Sue did her best to encourage the friendly trio to go about the lock duties in an orderly fashion.
Sue "When coming in to the lock landing best practice is to use your centre rope"
Lady boater " Oh, someone else told us that" while she starts to use her windlass to let water out.
Sue "No, lets wait until your boat is actually in the lock with the gates closed before we raise the paddles!!"
The bow rope has been tied so tight the boat can't manoeuvre. |
Pulled in at Banbury for supplies, I also wanted to take my phone into the Three shop, recently I had initiated the phone lock with fingerprint recognition, this was a big mistake as the phone only recognises my smudge once in every five or six attempts. Very frustrating when you reach the tries limit and a message pops up wait another 30 seconds to try again. I'm better off without the hassle.
The chaps in the shop couldn't deactivate it either, suggested to do a factory reset. I'm not sure about that as I could end up loosing lots of info.

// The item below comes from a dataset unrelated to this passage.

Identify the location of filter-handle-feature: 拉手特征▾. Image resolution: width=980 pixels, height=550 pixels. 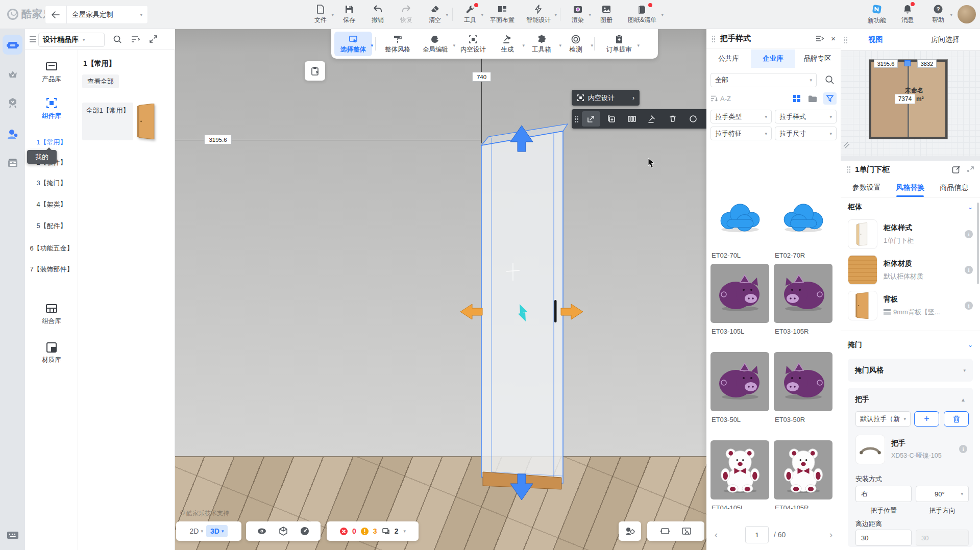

Back to the boat we set off for a three mile cruise to King Sutton, lift bridges are usually left in the up position on this canal, Haynes lift bridge was down, got Sue on the offside to lift it. The wind got up and pinned FL to the tow path, every time I pushed the bow out, the wind would push it back before I could reach the tiller, after 10 minutes of heaving with the boat pole I'd had enough, reversed the stern across the canal leaving the bow on the tow path stepped off with the centre rope and heaved the whole 17 tons across the canal.
The heavens opened and I got a proper soaking before we moored up below King Sutton lock.